Your hand shivers as you say my name,
Im praying your just playing some strange twisted game,
You look tired, you close your eyes
They say to me softly in my ear ,”Child, say your goodbyes”
I lived with my grandparents long enough to realize that there were two ways I could go about living in peace. I ended up choosing quite a strange relationship with them which ranged from affection to just plain endurance and everything in between. They were both very active people who’d led very full lives. My grandfather was a decorated war veteran and my grandmother a retired school principal and a very active member of the senior citizens society. I could say that they lived their lives and I lived mine. We had our fights and there were times they would stay up with me while I studied. They didn’t have the most peaceful end, it’s a little sad and does tug sometimes at my heartstrings…
I wear my grandmothers ring on my hand all the time. It was her engagement ring. It somehow makes me feel connected to them in a way. And I realize its not just about the things they constantly tried so very hard to drill into me, much to me and my parents amusement, but it was the little things that often came back to me as I sat ruminating on idle days such as this one. They had just one plan in their youth. To work hard enough to educate both their children so as to see them better off than them. Our relatives don’t fail to constantly remind us, that they surely did. To have a dream is one thing. But to see it till its fruition is entirely another. Whatever their faults had been, they had come up the hard way. And though I rarely said it, I really respected them for that.
I pass the senior citizens park that they used to spend their time at everyday. Their friends still sit their chatting. I sometimes wonder what they talk about. The glorious days when the sun still shone upon the virgin this city once was? Of their days in the armed forces? The war? Or did they actually look at me and wonder about this unspoken chasm between us and them? When had their come an US and THEM? Were they equally surprised when their shoulders started to droop and their knees started to weaken? Did they secretly cringe whenever they were helped with simple activities? Clichéd and dramatic as it sounds, I am suddenly looking at them much more keenly than before. At the crinkling eyes and all the tales of folklore.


=== TASK DESCRIPTION ===
Filter the records below for the word "button". Keep each line that has it.

Component data from apps and pages:

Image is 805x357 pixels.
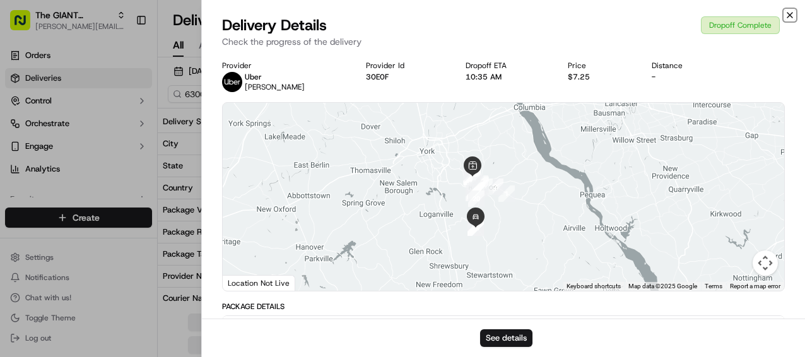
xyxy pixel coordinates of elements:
[245,82,305,92] span: [PERSON_NAME]
[480,329,532,347] button: See details
[652,61,724,71] div: Distance
[245,72,305,82] p: Uber
[13,50,230,71] p: Welcome 👋
[487,179,503,195] div: 2
[568,61,631,71] div: Price
[705,283,722,290] a: Terms (opens in new tab)
[13,184,23,194] div: 📗
[107,184,117,194] div: 💻
[567,282,621,291] button: Keyboard shortcuts
[467,220,484,236] div: 24
[730,283,780,290] a: Report a map error
[223,275,295,291] div: Location Not Live
[33,81,227,95] input: Got a question? Start typing here...
[8,178,102,201] a: 📗Knowledge Base
[652,72,724,82] div: -
[466,72,548,82] div: 10:35 AM
[472,180,488,197] div: 16
[119,183,203,196] span: API Documentation
[43,120,207,133] div: Start new chat
[25,183,97,196] span: Knowledge Base
[13,13,38,38] img: Nash
[466,185,482,201] div: 18
[469,182,485,198] div: 19
[463,169,479,185] div: 5
[226,274,267,291] img: Google
[89,213,153,223] a: Powered byPylon
[102,178,208,201] a: 💻API Documentation
[568,72,631,82] div: $7.25
[467,183,483,199] div: 17
[464,168,480,185] div: 13
[43,133,160,143] div: We're available if you need us!
[126,214,153,223] span: Pylon
[222,72,242,92] img: profile_uber_ahold_partner.png
[13,120,35,143] img: 1736555255976-a54dd68f-1ca7-489b-9aae-adbdc363a1c4
[214,124,230,139] button: Start new chat
[498,185,515,202] div: 1
[222,61,346,71] div: Provider
[222,35,785,48] p: Check the progress of the delivery
[466,61,548,71] div: Dropoff ETA
[753,250,778,276] button: Map camera controls
[468,191,485,207] div: 20
[464,170,481,187] div: 14
[226,274,267,291] a: Open this area in Google Maps (opens a new window)
[366,72,389,82] button: 30E0F
[222,15,327,35] span: Delivery Details
[366,61,445,71] div: Provider Id
[473,177,489,193] div: 15
[628,283,697,290] span: Map data ©2025 Google
[222,302,785,312] div: Package Details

=== SOLUTION FOR THIS TASK ===
[480,329,532,347] button: See details
[567,282,621,291] button: Keyboard shortcuts
[214,124,230,139] button: Start new chat
[753,250,778,276] button: Map camera controls
[366,72,389,82] button: 30E0F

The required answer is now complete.